Fantastic post, and one that resonates! I find I do exactly what you say, I "muscle" the rifle into position on standers, not let it adopt a comfortable and stable natural position.
Any further tips on position and stance, along with achieving the natural zero, would be most welcome from someone who obviously knows their stuff, but don't tell the other HFTers
Hello to All,
+1 on Mr. Carter's book - it is superb, and worth its weight in gold
Have fun & a good weekend
Best regards
Russ
Thanks for the compliments, the book is on the NSRA shop website.
Have Fun
Robin
Walther KK500 Alutec expert special - Barnard .223 "wilde" in a Walther KK500 Alutec stock, mmm...tasty!! - Keppeler 6 mmBR with Walther grip and wood! I may be a Walther-phile?
OK book ordered, let's see if can apply myself and get some discipline into my positionals rather than the "poke and hope" I tend to use.
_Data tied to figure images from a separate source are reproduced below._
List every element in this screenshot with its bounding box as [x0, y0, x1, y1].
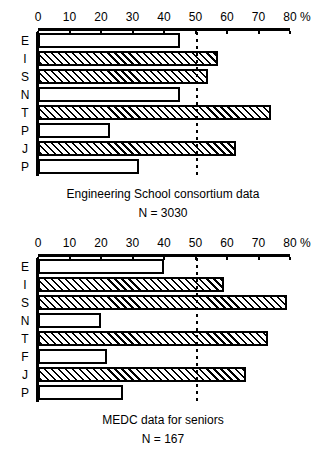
- x-tick-label: 0: [35, 11, 42, 23]
- bar: [38, 349, 107, 364]
- x-axis-top: 01020304050607080%: [0, 0, 326, 32]
- bar-row: I: [0, 50, 326, 68]
- y-axis-label: I: [18, 52, 32, 66]
- x-tick-label: 50: [189, 11, 202, 23]
- x-tick-label: 40: [157, 237, 170, 249]
- x-tick-label: 80: [283, 237, 296, 249]
- x-tick-label: 30: [126, 11, 139, 23]
- y-axis-label: T: [18, 332, 32, 346]
- bar: [38, 385, 123, 400]
- bar: [38, 33, 180, 48]
- bar: [38, 69, 208, 84]
- bar-row: P: [0, 122, 326, 140]
- y-axis-label: S: [18, 70, 32, 84]
- bar: [38, 141, 236, 156]
- bar-row: S: [0, 294, 326, 312]
- bar-row: T: [0, 330, 326, 348]
- y-axis-label: P: [18, 386, 32, 400]
- caption-bottom: MEDC data for seniors N = 167: [0, 402, 326, 449]
- bar: [38, 295, 287, 310]
- bar: [38, 105, 271, 120]
- bar-row: P: [0, 158, 326, 176]
- chart-medc-seniors: 01020304050607080% EISNTFJP MEDC data fo…: [0, 226, 326, 449]
- x-tick-label: 70: [252, 11, 265, 23]
- y-axis-label: E: [18, 260, 32, 274]
- x-tick-label: 20: [94, 237, 107, 249]
- chart-engineering-school: 01020304050607080% EISNTPJP Engineering …: [0, 0, 326, 223]
- y-axis-label: N: [18, 314, 32, 328]
- figure-page: 01020304050607080% EISNTPJP Engineering …: [0, 0, 326, 452]
- bar-row: J: [0, 140, 326, 158]
- y-axis-label: I: [18, 278, 32, 292]
- x-tick-label: 10: [63, 237, 76, 249]
- y-axis-label: F: [18, 350, 32, 364]
- y-axis-label: S: [18, 296, 32, 310]
- bar-row: P: [0, 384, 326, 402]
- bar: [38, 159, 139, 174]
- bar: [38, 331, 268, 346]
- bar-row: N: [0, 312, 326, 330]
- bar-row: E: [0, 32, 326, 50]
- bar: [38, 51, 218, 66]
- y-axis-label: P: [18, 160, 32, 174]
- x-tick-label: 0: [35, 237, 42, 249]
- y-axis-label: J: [18, 142, 32, 156]
- plot-area-top: EISNTPJP: [0, 32, 326, 176]
- x-tick-label: 50: [189, 237, 202, 249]
- bar-row: I: [0, 276, 326, 294]
- x-tick-label: 40: [157, 11, 170, 23]
- bar-row: T: [0, 104, 326, 122]
- x-tick-label: 60: [220, 11, 233, 23]
- caption-title-top: Engineering School consortium data: [67, 187, 260, 201]
- caption-title-bottom: MEDC data for seniors: [102, 413, 223, 427]
- y-axis-label: T: [18, 106, 32, 120]
- reference-line-50-percent: [196, 258, 198, 402]
- y-axis-label: J: [18, 368, 32, 382]
- bar-row: N: [0, 86, 326, 104]
- plot-area-bottom: EISNTFJP: [0, 258, 326, 402]
- bar-row: E: [0, 258, 326, 276]
- x-tick-label: 70: [252, 237, 265, 249]
- percent-symbol: %: [300, 11, 311, 23]
- bar: [38, 367, 246, 382]
- y-axis-label: E: [18, 34, 32, 48]
- x-axis-bottom: 01020304050607080%: [0, 226, 326, 258]
- bar: [38, 123, 110, 138]
- bar: [38, 87, 180, 102]
- x-tick-label: 10: [63, 11, 76, 23]
- bar: [38, 313, 101, 328]
- bar-row: S: [0, 68, 326, 86]
- y-axis-label: P: [18, 124, 32, 138]
- percent-symbol: %: [300, 237, 311, 249]
- x-tick-label: 60: [220, 237, 233, 249]
- bar-row: J: [0, 366, 326, 384]
- caption-n-top: N = 3030: [0, 204, 326, 223]
- bar-row: F: [0, 348, 326, 366]
- y-axis-label: N: [18, 88, 32, 102]
- bar: [38, 259, 164, 274]
- x-tick-label: 80: [283, 11, 296, 23]
- x-tick-label: 30: [126, 237, 139, 249]
- caption-n-bottom: N = 167: [0, 430, 326, 449]
- caption-top: Engineering School consortium data N = 3…: [0, 176, 326, 223]
- reference-line-50-percent: [196, 32, 198, 176]
- x-tick-label: 20: [94, 11, 107, 23]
When I get a kneeler or stander, it is more luck than judgement and so I think when one's approaching, "oh sh3t, donut coming up".
At the club there are black painted steel zero boards out to 45y, so ideal for practising on.
I'll let you know
Not so sure you would get the advantage doing that with an FT rifle, principle with a target sight on a black card is to NOT see the fall of shot or have an aiming mark, to just use a natural hold, settle and align, and if its the same and natural each time the shot will go through the same hole, its a training technique.
The temptation with a scope will be to aim at the first strike which defeats the object. I've also used plain or reversed cards, but had the same issue with young people with superb eyesight who can see a shot hole on a blank card and aim at it, which is why I use black cards. Perhaps borrow/buy a set of target sights, and just concentrate on the alignment of the front to back sight and concentrate on your position and hold.
I've had shooters who at ten metres can shoot five shot one hole groups like that on a black card, the technique is a development from the Zen monks who shot archery in the dark to develop accepting a perfect zero position.
Kneeling, Hmmmm, now that is a difficult position, a combination of prone and standing, a cross over of balance, and locked in like prone, a very technical position, which if done well is as locked as prone, and if badly is more difficult than standing!
Have Fun
Robin
Walther KK500 Alutec expert special - Barnard .223 "wilde" in a Walther KK500 Alutec stock, mmm...tasty!! - Keppeler 6 mmBR with Walther grip and wood! I may be a Walther-phile?
Yep, that's why I like pressure as a tool, because it finds the cracks or makes a diamond. If you don't train with pressure in mind you only see the cracks in competition, and then it's too late. If you see the cracks beforehand you may have an opportunity to do something about them.
Glad to see you're still on it.
Nicely put.
I've been competing in HFT with a springer for the last year and it's finally all coming together.
I've been learning 10m pistol and found it helps my HFT standing shots no end:
I get in my natural standing position with my eyes closed then open them, if I'm not pointing at the target I reposition my feet.
I fitted a hamster to my rifle so it naturally sits perfectly at my eye level for standers and kneelers, it just sits there.
Same natural aim point apply's for kneeling shots too, if I'm 'muscling' the rifle onto the target I shift my position, then try to let my body 'sag' so I'm still on target but not under muscular tension.
Work's more often than not!
I'm concentrating on the mental aspect now.
Great blog by the way Dan.
Cheers,
Matt.
Last edited by ptdunk; 31-03-2018 at 10:23 AM.